The younger Daphne snorted, and said, "That was your world! I looked in the records! All the work was done, the plots, the setting, all the characters, the laws of nature, everything, years before the competition. While I remembered making it up, those were your memories. The Gold Medal actually belongs to you!"

There was a look of hunger on the older Daphne's face. They both knew how badly she had longed to win the gold. It was a lifelong ambition.

The older Daphne stood up, and turned away, hands folded against her stomach, pretending to stare out the window.

Daphne Tercius Eveningstar said nothing, not wishing to increase her older self's upset. She let a moment of time go past, and then said lightly, "That lake out there. Looks familiar. Where are we?"

"Ah. This used to be part of the exposition grounds. That is Destiny Lake."

"What? The place where Phaethon saw that performance of the burning trees? I was looking all over for him here! You'd think I'd remember every damn rock and stone. Sure looks different. Water level is lower. Guess they tore down part of the mountain. But- say... ? Those little colored lights in the water? Those dots fading in and out like that... ?"

The older Daphne looked over her shoulder and smiled a cryptic smile. "Survivors. Parts of the tree are still growing down there, long after the performance ended. The life adapted to a less energy-wasteful form, and the trees altered and specialized so that they were no longer in direct competition with each other. It's more like a banyan tree now, with long root-systems under the soil, connecting the widely scattered colonies."

Daphne Tercius Eveningstar stood up and stepped closer to her older self. She said in a low voice. "I am leaving. If you want to claim the gold medal, it's yours. I'll trade you for the energy sculptures. Or ..."

The older one shook her head. "The plots and characters and setup were mine. But you made up your own ending. There was not ever going to be an industrial revolution in my little world. I never had a plotline about a young prince deciding to shatter the sky. That was your muse speaking, your heart, your convictions. And it set the world on fire. Everyone fell in love with the idea. And when they all remembered, later, what it was Phaethon was actually trying to do ... Well. No one was as eager to stop Phaethon as they had been before. Even some of the Hortators seemed to drag their feet."

"Thank you. I don't think my little story had that much to do with it."

The older Daphne smiled. "It's tales that make the difference. Facts kill; but it is myths that people give their lives for."

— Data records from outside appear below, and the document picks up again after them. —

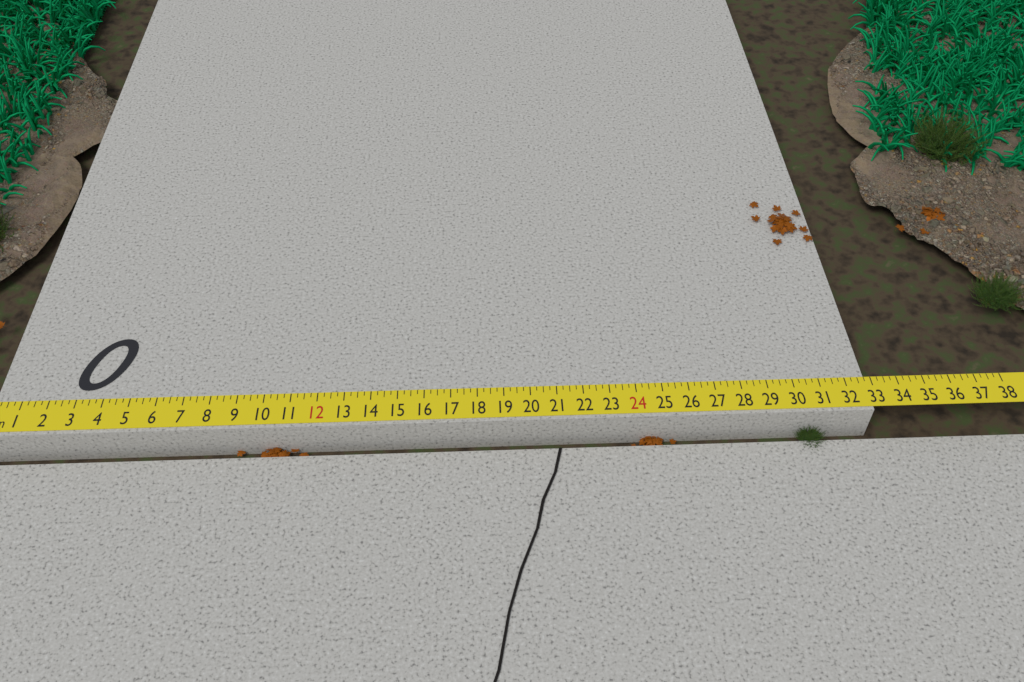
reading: 32.75 in
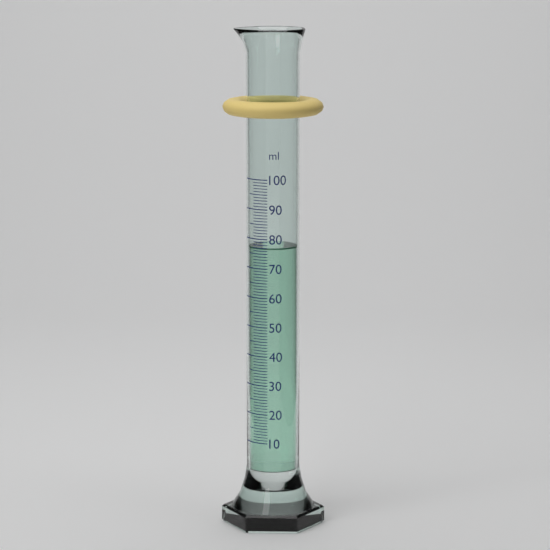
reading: 77 ml
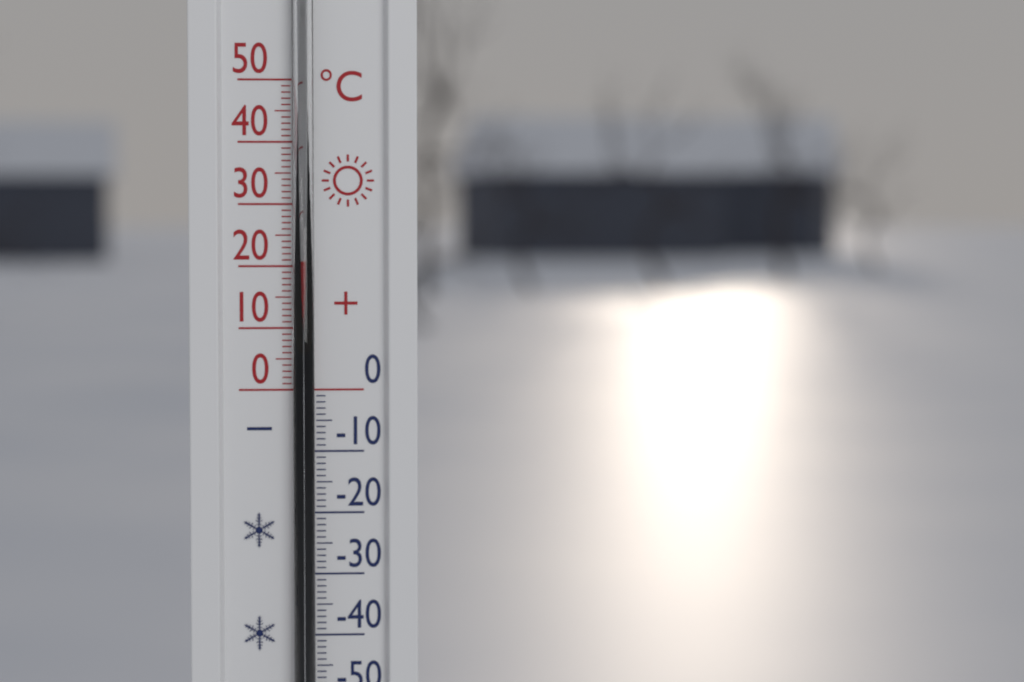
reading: 21 °C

"Thank you very much...." The two women stepped closer to each other, smiling, and both grasped two hands, a fond and girlish gesture.

"How did it end ... ? I never saw the finale of your piece."

"Ah," the younger Daphne said. "The young prince broke the sky."

"Was the world crushed by the falling fragments?"

"Only the people too stupid to look up, and see what was coming, and get out of the way."

"And what was there?"

"Where?"

"What lay in the regions beyond the sky?"

"The shining fields of paradise were waiting there, wider than the sky, opening on all sides without limit. They only were waiting for the hand of man to come and plant them."

A rose-pink light stole across the lake and trees outside. It was the early part of true dawn, and it mingled with the pale, silver-red light of Jupiter to form (if only for a moment) a landscape of strange and expectant mystery, tangled double shadows, fabulous and familiar at once. The sky above was imperial purple, and only the brighter stars shone through.

"It is a wonderful tale," said the elder one softly. "I wonder if I shall ever write one to match it."

"Write whatever you believe in."

"But you've taken my hero...."

The younger Daphne gave an impish smile. "If the predictions are right, the New College will make old war stories and tales of honor true again. How about that?! You can have Atkins!"